As Congress struggled with yet another chaotic episode of negotiations over another catastrophic continuing resolution, all I could think was how wonderful it would be for everyone if they just shut the government down and brought an end to the Biden administration and its incredibly braindead and destructive energy-policy farce a month early.

What a blessing it would be for the country if President Joe Biden’s Environmental Protection Agency (EPA) were forced to stop “throwing gold bars off the Titanic” 30 days ahead of schedule. What a merry Christmas we could have if we never had to hear silly talking points based on pseudoscience from the likes of Biden’s climate policy adviser John Podesta or Energy Secretary Jennifer Granholm or Biden himself (read, as always, from his ever-present TelePrompTer) again!

What a shame it has been that the rest of us have been forced to take such unserious people seriously for the last four years solely because they had assumed power over the rest of us. As Jerry Garcia and the Grateful Dead spent decades singing: “What a long, strange trip it’s been.”

Speaking of Granholm, she put the perfect coda to this administration’s seemingly endless series of policy scams this week by playing cynical political games with what was advertised as a serious study. It was ostensibly a study so vitally important that it mandated the suspension of permitting for one of the country’s great growth industries while we breathlessly awaited its publication for most of a year.

That, of course, was the Department of Energy’s (DOE) study related to the economic and environmental impacts of continued growth of the U.S. liquified natural gas (LNG) export industry. We were told in January by both Granholm and Biden that the need to conduct this study was so urgent, that it was entirely necessary to suspend permitting for new LNG export infrastructure until it was completed.

The grand plan was transparent: implement the “pause” based on a highly suspect LNG emissions draft study by researchers at Cornell University, and then publish an impactful DOE study that could be used by a President Kamala Harris to implement a permanent ban on new export facilities. It no doubt seemed foolproof at the Biden White House, but schemes like this never turn out to be anywhere near that.

First, the scientific basis for implementing the pause to begin with fell apart when the authors of the draft Cornell study were forced to radically lower their emissions estimates in the final product published in September.

And then, the DOE study findings turned out to be a mixed bag proving no real danger in allowing the industry to resume its growth path.

Faced with a completed study whose findings essentially amount to a big bag of nothing, Granholm decided she could not simply publish it and let it stand on its own merits. Instead, someone at DOE decided it would be a great idea to leak a three-page letter to the New York Times 24 hours before publication of the study in an obvious attempt to punch up the findings.

The problem with Granholm’s letter was, as the Wall Street Journal’s editorial board put it Thursday, “the study’s facts are at war with her conclusions.” After ticking off a list of ways in which Granholm’s letter exaggerates and misleads about the study’s actual findings, the Journal’s editorial added, “Our sources say the Biden National Security Council and career officials at Energy’s National Laboratories disagree with Ms.
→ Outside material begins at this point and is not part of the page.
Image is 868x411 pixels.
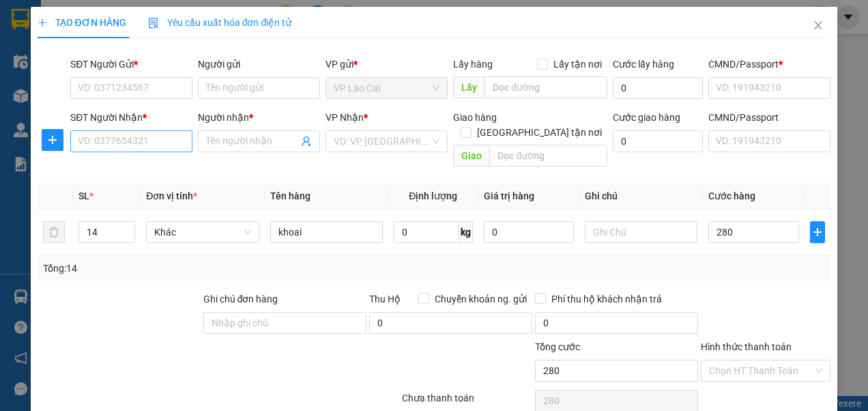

Granholm’s conclusions.”

There can be little doubt that this reality would have held little sway in a Kamala Harris presidency. Granholm’s and Podesta’s talking points would have almost certainly resulted in making the permitting “pause” a permanent feature of U.S. energy policy. That is what happens when “science” isn’t science at all and energy reality is ignored in favor of the prevailing narratives of the political left.

What a blessing it would have been to put an end to this form of policy madness a month ahead of time. January 20 surely cannot come soon enough.

David Blackmon is an energy writer and consultant based in Texas. He spent 40 years in the oil and gas business, where he specialized in public policy and communications.